At least two humans review every line of code that makes it to our main branch: the committer and a code owner. As the share of code written by machines accelerates, it's more important than ever that every engineer in the company is highly skilled at reading and reviewing code, starting with their own.

There's no such thing as "AI slop" in our codebase. It's your slop; it's your responsibility. That's why every PR you submit starts with a draft PR you go through, leave comments on, and self-review before anyone else goes through it. If someone else reviewing your code notices something highly wrong and was written by AI, "it was written by Claude" is not an excuse.

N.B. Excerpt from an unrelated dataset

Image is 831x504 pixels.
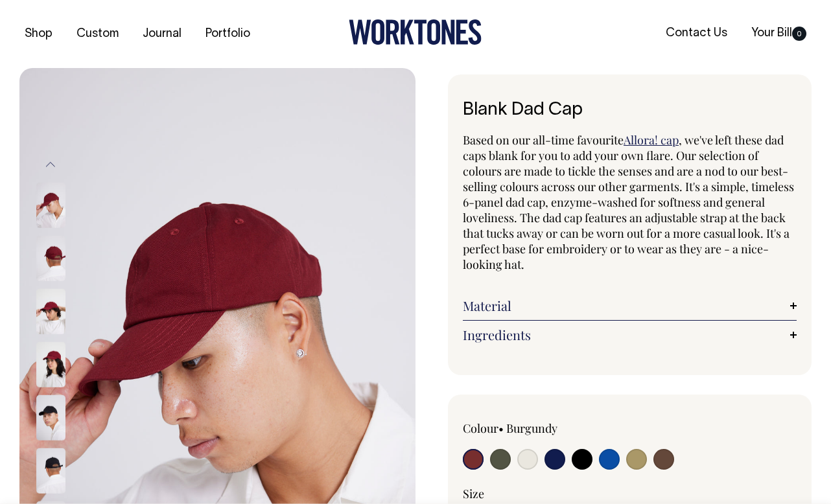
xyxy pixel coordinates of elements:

It's still your code and needs to be good, even if it was generated by Cursor Agent, Claude Code, or any other tool while you were vibing.

We evaluate our LLM workflows and take them through proper model governance, including red teaming, tests for biases, testing, monitoring, and more. Every change to one of our prompts or llm inputs needs to come with a proper evaluation compared to what some products show in our golden dataset. Any negative deviation in accuracy or cost needs to be explained and approved by either Miguel or AJ before it is taken to production.

Finally, building with rigor doesn't just mean building secure code. It also means being cost-effective, especially with LLMs. We serve customers at a large scale and aim to grow to hundreds or thousands of times our current scale. A price increase of a cent per LLM call could translate into material costs as we scale. Our approach to building LLM workflows is straightforward:

  • First, we make it work
  • Next, we make it dope
  • Then we make it cheap

—never more expensive.

BELIEVE

"Believe" is Parcha's aspirational value - the North Star that guides us when challenges arise (which is pretty much all the time). At our core, we're tackling problems that couldn't be solved until recently. The innovations we're pioneering today were impossible just a few years ago, but now they're within our reach. And given the industry's innovation rate, what feels challenging today will become routine tomorrow.

This creates both urgency and opportunity. If we don't build it, someone else inevitably will. That’s why we need always to keep an optimistic mindset, not because it’s just right, but because we're in an industry where the impossible is becoming possible every day. That’s why instead of saying, "This is not going to work," we always ask ourselves, “How are we going to make this work?”

This unwavering and sometimes irrational belief is our fuel. When in doubt, look at that yellow Believe sign on our wall and remember, as Sam yells every Monday morning after planning: "Let's go!"